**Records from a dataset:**
********

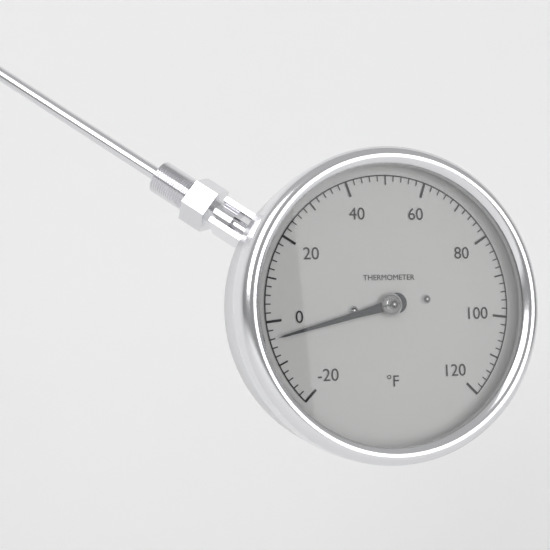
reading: -4 °F
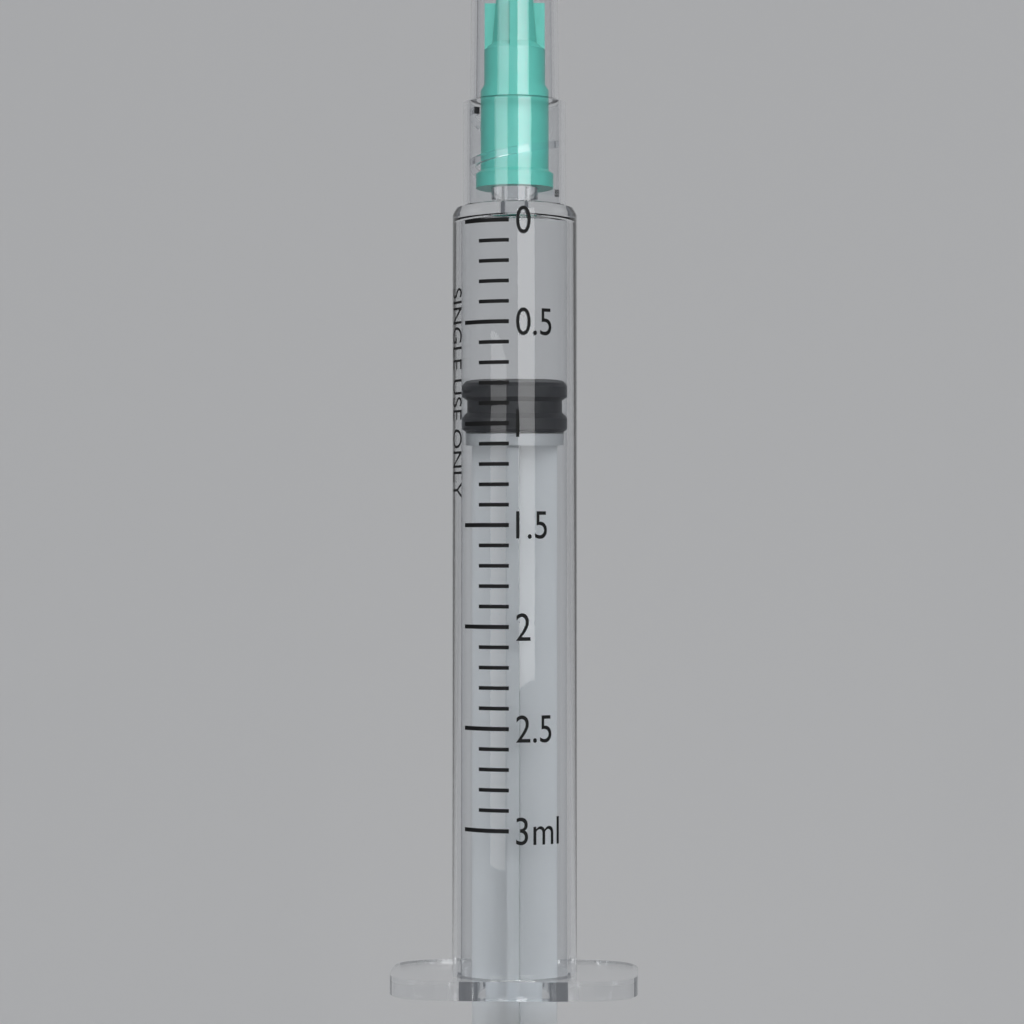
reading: 0.8 ml
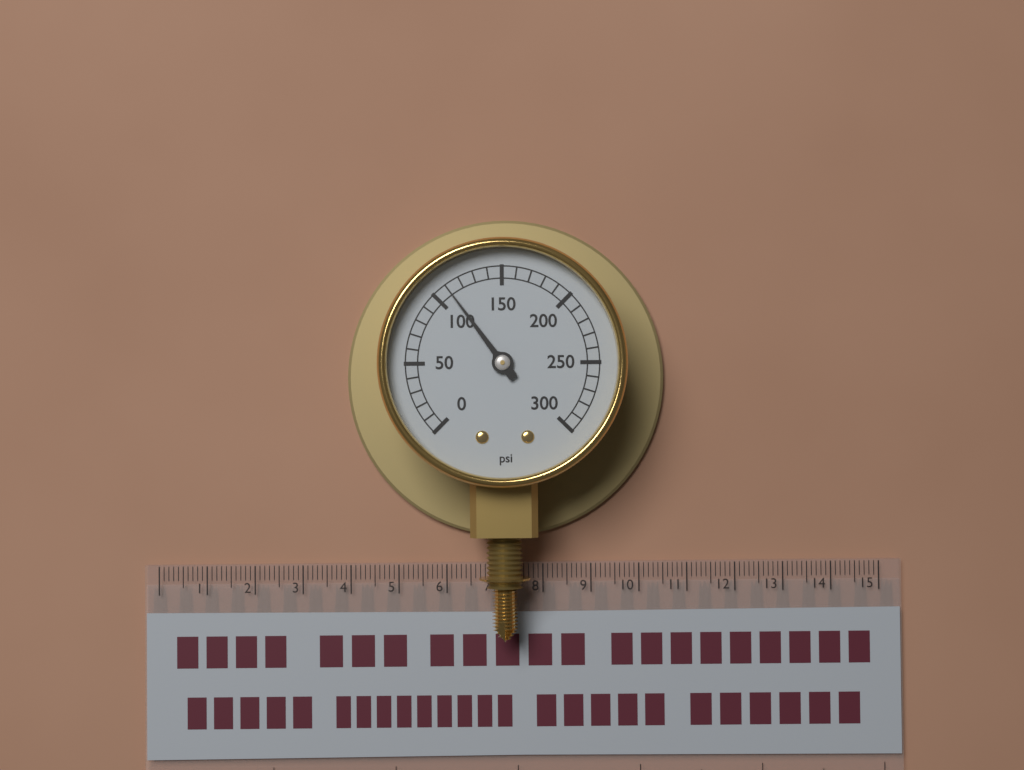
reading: 110 psi
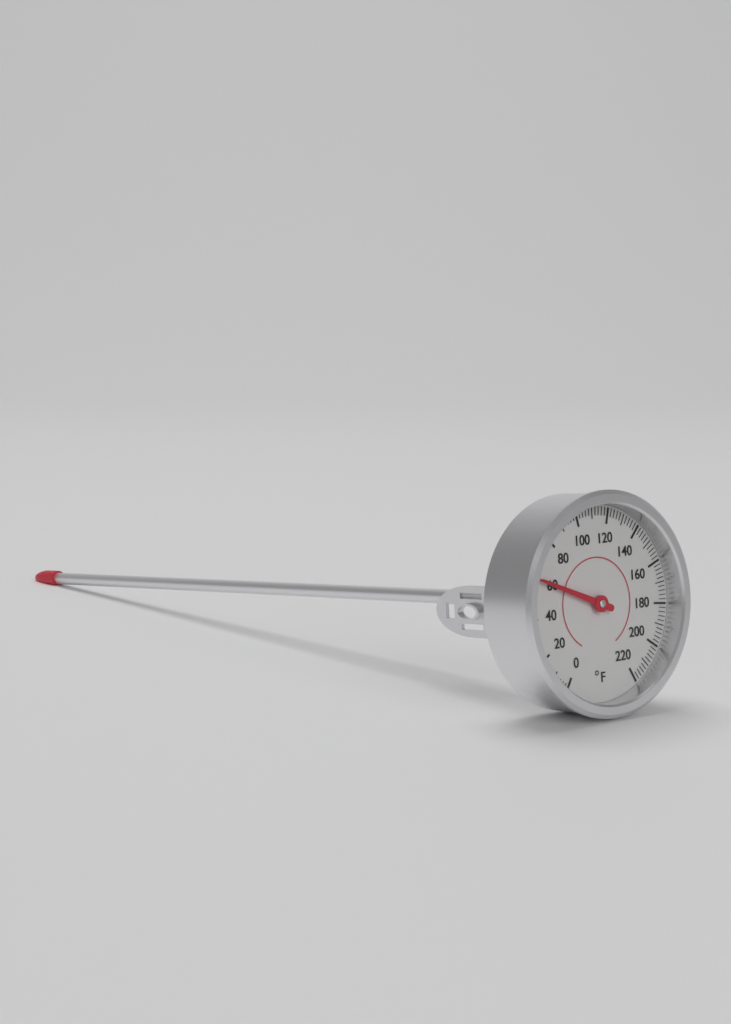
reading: 60 °F
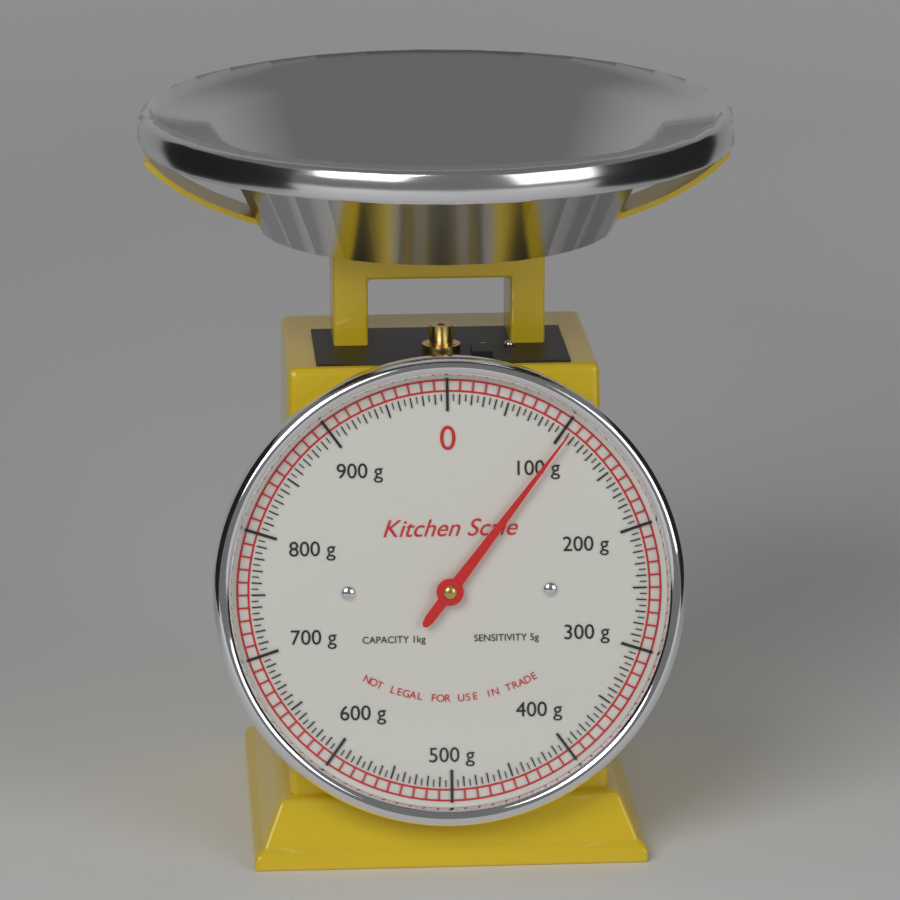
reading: 105 g
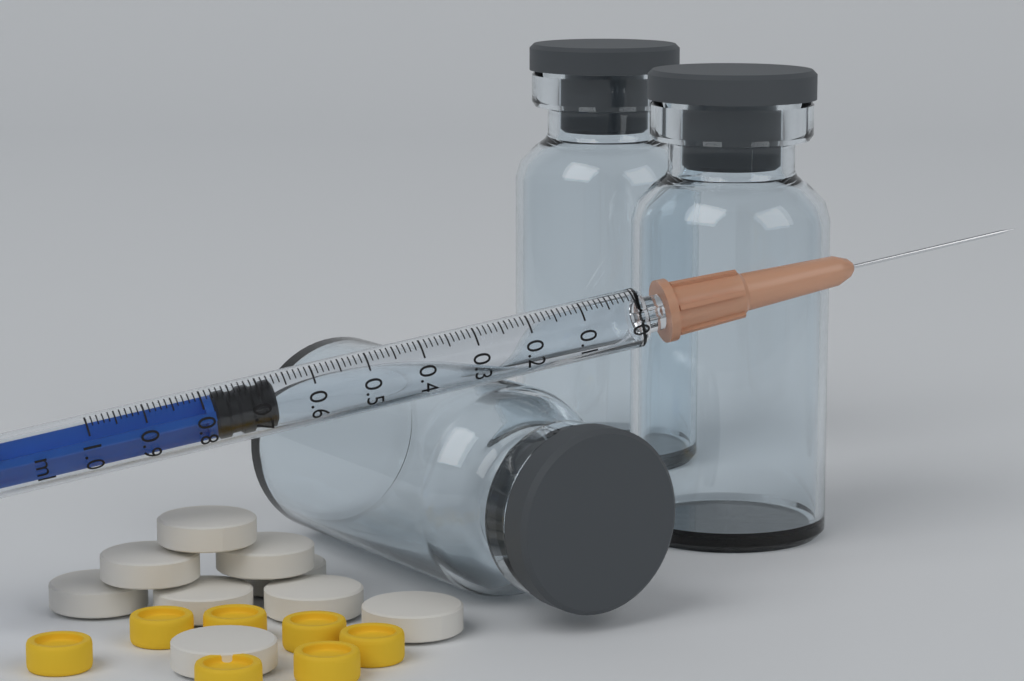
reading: 0.67 ml
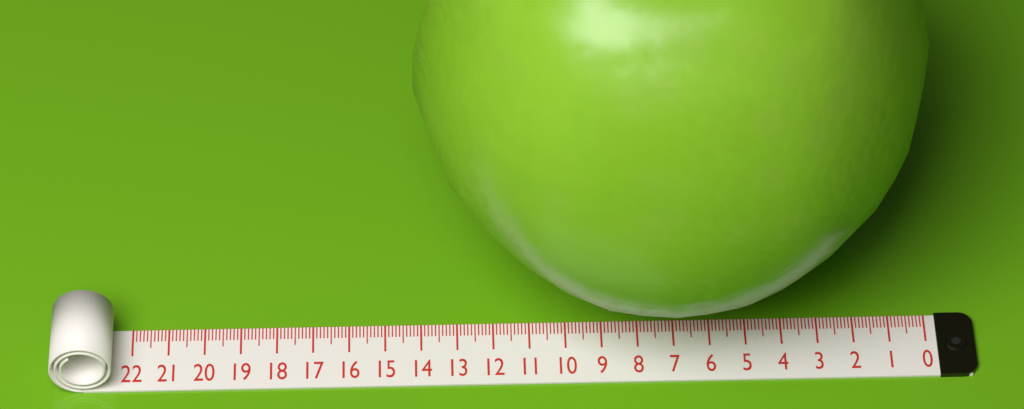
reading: 14.1 (no unit)
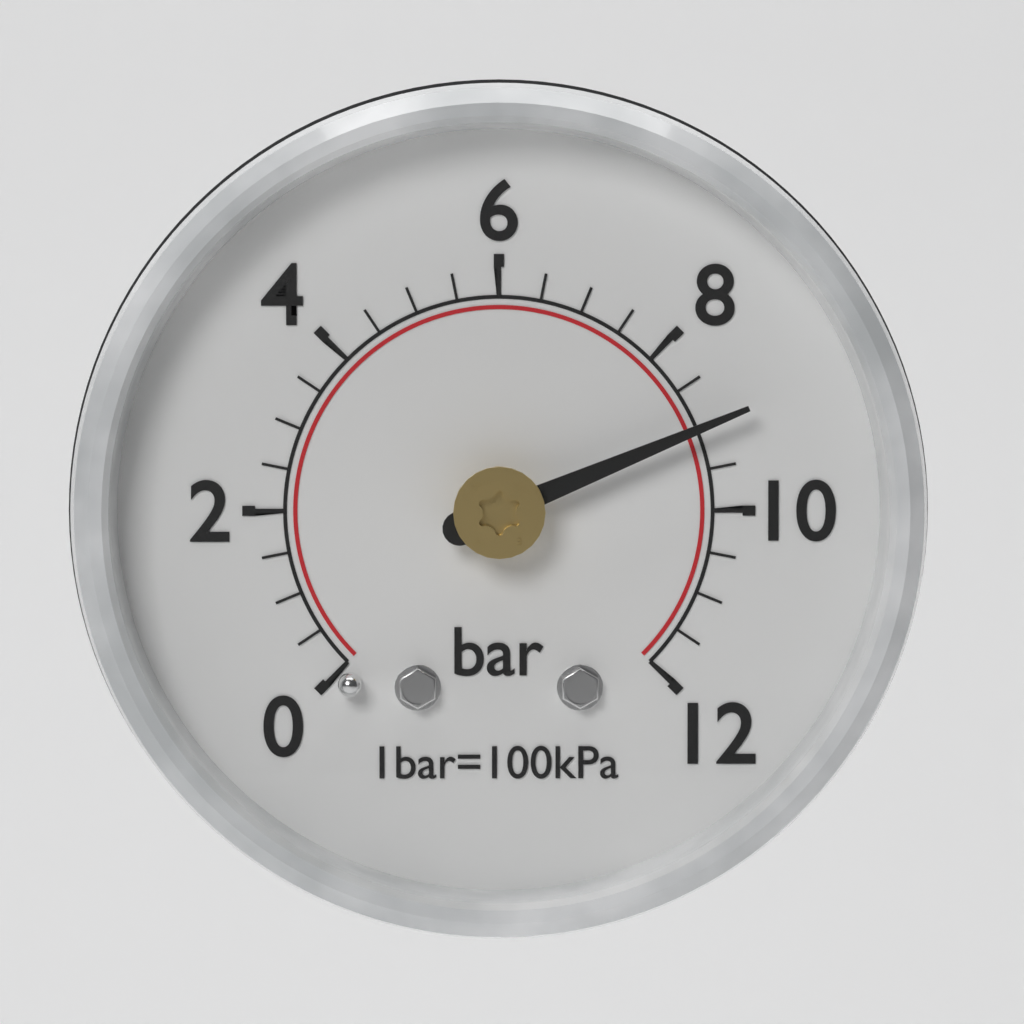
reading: 9.0 bar
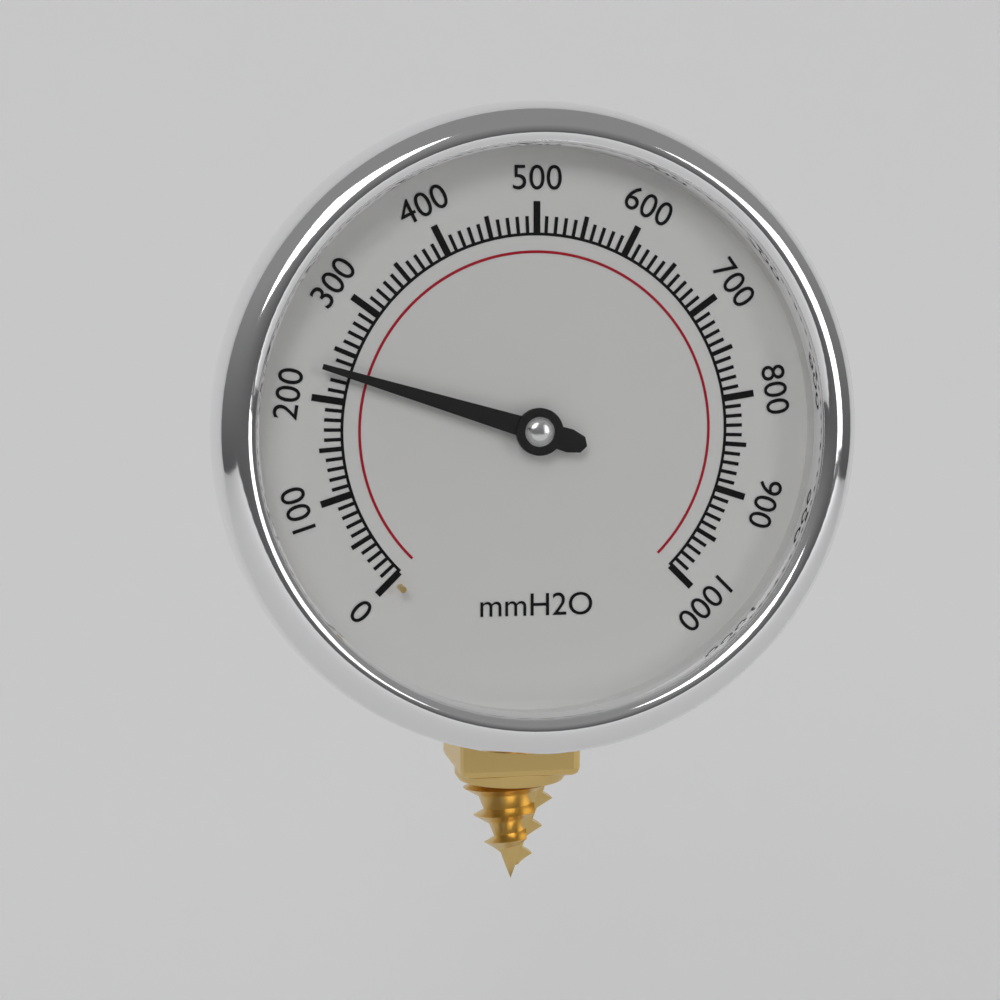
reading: 230 mmH2O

********

**Instructions to follow:**
Each line from the one containing "reading: 110 psi" to the final line of the data must be printed exactly, both included, with nothing else and no pictures.

**Answer to this exercise:**
reading: 110 psi
reading: 60 °F
reading: 105 g
reading: 0.67 ml
reading: 14.1 (no unit)
reading: 9.0 bar
reading: 230 mmH2O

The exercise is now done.